Timeline of The Manhattan Project - 1945

1945

  • January: Brigadier General Thomas Farrell is named Groves' deputy.
  • January 7: First RaLa test using exploding bridgewire detonators.
  • January 20: First stages of K-25 are charged with uranium hexafluoride gas.
  • February 2: First Hanford plutonium arrives at Los Alamos.
  • April 22: Alsos Mission captures German experimental nuclear reactor at Haigerloch.
  • April 27: First meeting of the Target Committee.
  • May 7: Nazi Germany formally surrenders to Allied powers, marking the end of World War II in Europe; 100-ton test explosion at Alamogordo, New Mexico..
  • May 10: Second meeting of the Target Committee, at Los Alamos.
  • May 28: Third meeting which works to finalize the list of cities on which atomic bombs may be dropped: Kokura, Hiroshima, Niigata and Kyoto.
  • May 30: Stimson drops Kyoto from the target list.
  • June 11: Metallurgical Laboratory scientists under James Franck issue the Franck Report arguing for a demonstration of the bomb before using it against civilian targets.

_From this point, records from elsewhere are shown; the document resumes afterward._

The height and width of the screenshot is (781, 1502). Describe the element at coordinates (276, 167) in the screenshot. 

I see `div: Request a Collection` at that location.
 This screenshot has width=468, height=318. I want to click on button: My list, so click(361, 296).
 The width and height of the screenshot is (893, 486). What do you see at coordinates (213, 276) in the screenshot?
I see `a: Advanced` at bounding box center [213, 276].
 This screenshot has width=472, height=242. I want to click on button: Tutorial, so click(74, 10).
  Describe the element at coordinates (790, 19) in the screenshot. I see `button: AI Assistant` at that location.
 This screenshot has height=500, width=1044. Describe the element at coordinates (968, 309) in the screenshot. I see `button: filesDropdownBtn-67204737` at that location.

  • July 16: the first nuclear explosion, the Trinity nuclear test of an implosion-style plutonium-based nuclear weapon known as the gadget at Alamogordo; USS Indianapolis sails for Tinian with nuclear components on board.
  • July 19: Oppenheimer recommends to Groves that gun-type design be abandoned and the uranium-235 used to make composite cores.
  • July 24: President Harry S. Truman discloses to Soviet leader Joseph Stalin that the United States has atomic weapons. Stalin feigns little surprise; he already knows this through espionage.
  • July 25: General Carl Spaatz is ordered to bomb one of the targets: Hiroshima, Kokura, Niigata or Nagasaki as soon as weather permitted, some time after August 3.
  • July 26: Potsdam Ultimatum is issued, threatening Japan with "prompt and utter destruction".
  • August 6: B-29 Enola Gay drops Little Boy, a gun-type uranium-235 weapon, on the city of Hiroshima, the primary target.
  • August 9: B-29 Bockscar drops a Fat Man implosion-type plutonium weapon on the city of Nagasaki, the secondary target, as the primary, Kokura, is obscured by cloud and smoke.
  • August 12: The Smyth Report is released to the public, giving the first technical history of the development of the first atomic bombs.
  • August 14: Surrender of Japan to the Allied powers.
  • August 21: Harry K. Daghlian, Jr., a physicist, receives a fatal dose (510 rems) of radiation from a criticality accident when he accidentally dropped a tungsten carbide brick onto a plutonium bomb core. He dies on September 15.
  • September 4: Manhattan District orders shutdown of S-50 liquid thermal diffusion plant and the Y-12 Alpha plant.
  • September 8: Manhattan Project survey group under Farrell arrives in Nagasaki.
  • September 17: Survey group under Colonel Stafford L. Warren arrives in Nagasaki.
  • September 22: Last Y-12 alpha track ceases operating.
  • October 16: Oppenheimer resigns as director of Los Alamos, and is succeeded by Norris Bradbury the next day.